Wear Purple For Spirit Day!

One of the most frequent questions I am asked while advocating for LGBT social justice is:

“What can I do to help?”

My simplest suggestion: Make it known that you are a friend.

It is easy enough to get swamped by the diverse range of specific issues that accompany LGBT equality. In broad terms, increasing tolerance and compassion, means setting our sights on supporting basic human dignity as well as how we reflect the expression of that dignity through civil rights. I am particularly fond doing what I can to encourage increased awareness and tolerance in faith communities, as I myself have intimately experienced the important connection between a healthy spirit and human dignity. As I am finding out, equality is more than legislation, it is about the heart of community. It is about being open to being a friend.

Through the many Inside Out Faith events over the past year, some of the most heart-wrenching things I hear are the accounts of many who have been bullied because of their sexual orientation. It’s more than sticks and stones. Attacking the core dignity of a human being through words is only the beginning of what can later turn into physical harm. The cunning nature of prejudicial speech is the potential violence it may incite. If violence can begin with an expressed idea…then so too can peace.

That’s one of the reasons I’ll be wearing purple on October 19th.

Along with my good friends at GLAAD, I’m donning my colors to show that I am in the spirit of change. Let folks know your spirit…it begins with being seen as a friend.

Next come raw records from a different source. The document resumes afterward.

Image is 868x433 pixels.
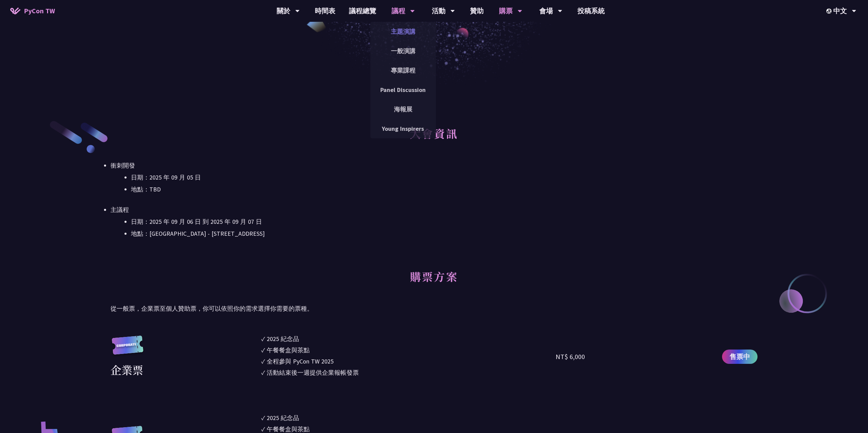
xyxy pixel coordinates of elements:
[371,43,436,59] a: 一般演講
[131,229,757,239] li: 地點：[GEOGRAPHIC_DATA] - ​[STREET_ADDRESS]
[111,119,757,157] h2: 大會資訊
[826,8,833,13] img: Locale Icon
[131,172,757,183] li: 日期：2025 年 09 月 05 日
[371,24,436,39] a: 主題演講
[555,352,585,362] div: NT$ 6,000
[371,62,436,79] a: 專業課程
[111,335,145,362] img: corporate.a587c14.svg
[3,2,62,20] a: PyCon TW
[267,413,299,422] div: 2025 紀念品
[267,368,359,377] div: 活動結束後一週提供企業報帳發票
[111,205,757,239] li: 主議程
[267,334,299,343] div: 2025 紀念品
[267,357,334,366] div: 全程參與 PyCon TW 2025
[111,160,757,195] li: 衝刺開發
[261,334,556,343] li: ✓
[371,101,436,117] a: 海報展
[267,346,310,354] div: 午餐餐盒與茶點
[261,357,556,366] li: ✓
[261,346,556,354] li: ✓
[131,185,757,195] li: 地點：TBD
[111,361,143,378] div: 企業票
[111,262,757,300] h2: 購票方案
[131,216,757,227] li: 日期：2025 年 09 月 06 日 到 2025 年 09 月 07 日
[371,121,436,137] a: Young Inspirers
[261,368,556,377] li: ✓
[371,82,436,98] a: Panel Discussion
[111,303,757,314] p: 從一般票，企業票至個人贊助票，你可以依照你的需求選擇你需要的票種。
[261,413,556,422] li: ✓
[24,6,55,16] span: PyCon TW
[722,349,757,364] a: 售票中
[10,7,20,15] img: Home icon of PyCon TW 2025
[729,352,750,362] span: 售票中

  1. The issue of disrespect is no small thing. Its deepest root lies in the perception of unequal spiritual status – the inequality of being before God. It is and has been the source of violence, bloodshed, wars, feelings of humiliation, motives toward revenge, and of hatred so intense that the wish to obliterate the ‘other’ becomes natural, even inevitable. Being deprived of human dignity on the level of one’s being can, and often has, fostered the most intense kind of anger among dispossessed people everywhere. We may well ask if such anger is indigenous to the human heart, and if so, how it can be healed?